The Company Men: Take Your Generous Severance Package and Shove It

With tough economic times not yet behind us, I was hoping that The Company Men would be an inspirational movie about the decisions one has to make when one finds oneself unemployed, with an uplifting ending. And while those elements are there, there's also a lot of commentary on corporate greed, some cheesy can-do attitude and none of the characters are particularly likable. It's like the opposite of Up in the Air, in both viewpoint and quality.

Ben Affleck may have found his most unlikable role ever, as the smug, well-paid employee of a shipbuilding corporation who brags about his golf scores to his co-workers right before learning he's been let go due to downsizing. If he was immediately humbled and open to suggestions from his wife about what his next step should be, the movie would probably lose some of its tension, but luckily he continues to golf, drive his Porsche and live in a huge-ass house until all of his severance package is pretty much gone and they have to move in with his parents. It's only then that he stoops to doing carpentry with his brother-in-law (Kevin Costner), despite the fact that he passed up several surely more high-paying corporate jobs out of sheer arrogance and idiocy. Mind you, this is after he told his bro that "he doesn't see himself driving nails," which justifiably prompted his bro to call him a dick. He is such a dick.
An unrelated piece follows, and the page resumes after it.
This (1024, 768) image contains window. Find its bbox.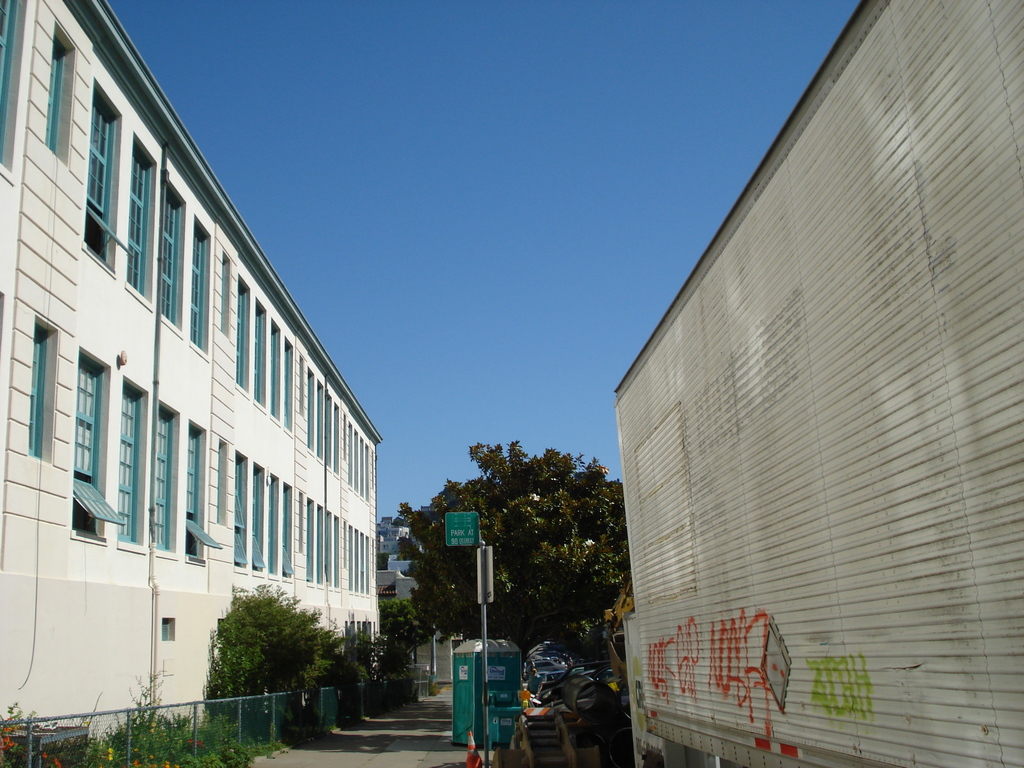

We get other stories, as well. Chris Cooper is an older salesman who has an alcoholic wife and two college tuitions to pay, so he takes his firing even worse than Affleck does. (Although why a former welder went into sales rather than supervising the production of ships is a mystery.) His performance is the real standout of the movie, more so than Tommy Lee Jones as both men's boss, who clashes with his friend and CEO (Craig T. Nelson) over unnecessary downsizing and expenditures before getting the axe himself. But Jones' character is a multi-millionaire, and he's also sleeping with the head of HR, played by Maria Bello, so it's hard to feel too sorry for him. For his part, Nelson plays his most villainous role since Turner & Hooch as the company founder, who is more concerned about how the company looks on paper and how big his new office will be than what's going to happen to several thousand employees. If he'd also shot a dog, I wouldn't have been surprised.

There are plenty of clichés to go around: the movie starts and ends with the sound of news reports about bailouts and economic troubles, which seems unnecessary, and done to death. We meet a lot of people looking for jobs, and the movie hammers home the economic disparities between executives and... well, lower-level executives (we don't really meet any blue-collar workers, besides unaffiliated contractor Costner). And the rich do indeed appear to get richer even as the poor (well, the less rich) get poorer, which is so clichéd it hurts. Ditto the film's "pull yourself up by your bootstraps" ending, which seems like a terrible idea on a lot of levels.

Did you see The Company Men? Let us know what you thought below, then see our list of the cast's worst jobs, check out our guide to movies that make men cry. And get more movie reviews, including The Rite, here!